JarAnalyzer has always had the ability to create a dot-compliant output file that could be used with GraphViz to generate a component diagram. In the past, this had always been done using the DOTSummary class. Unfortunately, this meant that if you wanted to generate output files in both xml and dot, you had to run JarAnalyzer twice. Now, thanks to a stylesheet that I graciously stole from JDepend and modified to work with JarAnalyzer, there’s a new way to generate a dot-compliant output file that is much nicer than what you’ll get when using DOTSummary. Plus, you only have to run JarAnalyzer once, then apply two stylesheets to the xml file generated to get both the html report and component diagram.
In addition to being a bit more efficient, it’s also cleaner. The old component diagram is shown at left on top, while the new component diagram using the stylesheet is shown at bottom left. The stylesheet avoids the confusion where DOTSummary changed the name of the .jar file and stripped off the .jar extension. As seen on the diagrams, a .jar file named bill.jar now actually appears as bill.jar on the component diagram, not bill.
The new stylesheet isn’t part of the JarAnalyzer distribution…yet, but you can download the stylesheet.

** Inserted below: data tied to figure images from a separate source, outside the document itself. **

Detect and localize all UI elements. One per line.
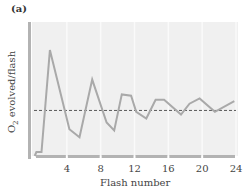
x-tick-label: 24 [226, 163, 246, 174]
x-tick-label: 8 [91, 163, 111, 174]
x-tick-label: 16 [158, 163, 178, 174]
x-axis-segment [102, 155, 134, 158]
x-axis-segment [203, 155, 235, 158]
x-tick-label: 20 [192, 163, 212, 174]
x-axis-segment [169, 155, 201, 158]
x-axis-segment [136, 155, 168, 158]
x-tick-label: 4 [57, 163, 77, 174]
x-axis-segment [68, 155, 100, 158]
x-axis-label: Flash number [100, 177, 170, 188]
x-axis-segment [36, 155, 66, 158]
x-tick-label: 12 [125, 163, 145, 174]
y-axis-bar [28, 22, 31, 159]
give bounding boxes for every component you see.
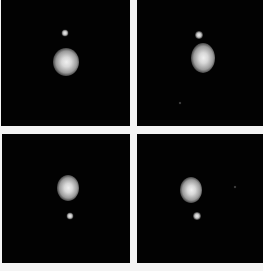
companion-object	[193, 212, 201, 220]
image-panel-bottom-right	[137, 134, 263, 263]
primary-object	[180, 177, 202, 203]
faint-speck	[179, 102, 182, 105]
companion-object	[62, 30, 69, 37]
primary-object	[191, 43, 215, 73]
image-panel-top-right	[137, 0, 263, 126]
primary-object	[57, 175, 79, 201]
companion-object	[67, 213, 74, 220]
image-panel-bottom-left	[2, 134, 130, 263]
image-panel-top-left	[1, 0, 130, 126]
faint-speck	[234, 186, 237, 189]
primary-object	[53, 48, 79, 76]
companion-object	[195, 31, 203, 39]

To run JarAnalyzer as part of your Ant build script and get both the html and component diagram output, drop the stylesheet in the directory containing JarAnalyzer (the same directory with jaranalyzer.xsl), and modify your build script similar to the following (you need GraphViz installed to run dot):
<target name="dotanalyzerapp.new" depends="bundle">
<taskdef name="jaranalyzer"
classname="com.kirkk.analyzer.textui.JarAnalyzerTask">
<classpath>
<pathelement path="${buildlib}/jaranalyzer-1.2.jar"/>
<pathelement path="${buildlib}/lib/bcel-5.2.jar"/>
<pathelement path="${buildlib}/lib/jakarta-regexp-1.3.jar"/>
<pathelement path="${buildlib}/lib"/>
</classpath>
</taskdef>
<jaranalyzer srcdir="${buildstats}"
destfile="${buildstats}/appdependencies.xml"

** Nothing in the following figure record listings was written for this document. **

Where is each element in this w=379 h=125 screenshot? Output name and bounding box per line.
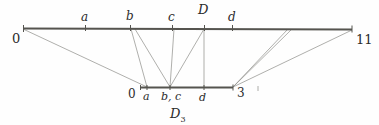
figure-diagram: 0 a b c D d 11 0 a b, c d 3 D3 [0, 0, 379, 125]
top-tick-label-c: c [168, 11, 175, 23]
top-tick-label-b: b [126, 10, 134, 22]
top-axis-left-endpoint-label: 0 [12, 32, 20, 45]
ray-right2-to-3 [233, 29, 292, 87]
ray-11-to-3 [233, 30, 352, 87]
top-point-label-D: D [198, 3, 208, 16]
projection-rays [23, 29, 352, 87]
bottom-axis-right-endpoint-label: 3 [237, 87, 245, 99]
ray-c-to-bc [170, 29, 174, 87]
figure-caption-subscript: 3 [180, 115, 185, 124]
figure-caption-letter: D [170, 106, 180, 121]
ray-0-to-a [23, 29, 147, 87]
ray-right1-to-3 [233, 29, 288, 87]
ray-D-to-bc [170, 29, 204, 87]
top-axis-right-endpoint-label: 11 [356, 33, 373, 46]
bottom-axis-left-endpoint-label: 0 [128, 88, 136, 100]
top-axis-line [23, 29, 352, 30]
ray-b-to-a [131, 29, 147, 87]
ray-b2-to-bc [135, 29, 170, 87]
bottom-tick-label-bc: b, c [161, 91, 181, 102]
top-tick-label-d: d [228, 11, 236, 23]
top-axis-group [23, 25, 352, 33]
diagram-canvas [0, 0, 379, 125]
bottom-tick-label-d: d [199, 92, 206, 103]
top-tick-label-a: a [81, 11, 88, 23]
bottom-axis-group [140, 85, 233, 91]
figure-caption: D3 [170, 107, 186, 124]
bottom-tick-label-a: a [143, 91, 150, 102]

summaryclass="com.kirkk.analyzer.textui.XMLUISummary"/>
<style in="${buildstats}/appdependencies.xml"
out="${buildstats}/appdependencies.html"
style="${buildlib}/jaranalyzer.xsl">
</style>
<style in="${buildstats}/appdependencies.xml"
out="${buildstats}/appdependencies.grph"
style="${buildlib}/jaranalyzer2dot.xsl">
</style>
<exec executable="dot" >
<arg line="-Tpng -Nshape=box -Nfontsize=30 -Nwidth=1.5
-Nheight=1.25<br></arg> ./buildstats/appdependencies.grph
-o ./buildstats/appdependencies.png">
</exec>
</target>
Filed Under Metrics, Java, Platforms, Architecture & Design | 2 Comments
I’ve updated JarAnalyzer to correct some of the problems reported when analyzing applications written on J2SE 5.0. The issues were primarily surrounding the use of Generics. If you’ve been experiencing any of the following problems when running JarAnalyzer 1.1, upgrading to JarAnalyzer 1.2 should make them go away and put you back on track.
A few other bug fixes and enhancements also found their way into version 1.2.
You can download the most current version of JarAnalyzer from the JarAnalyzer home.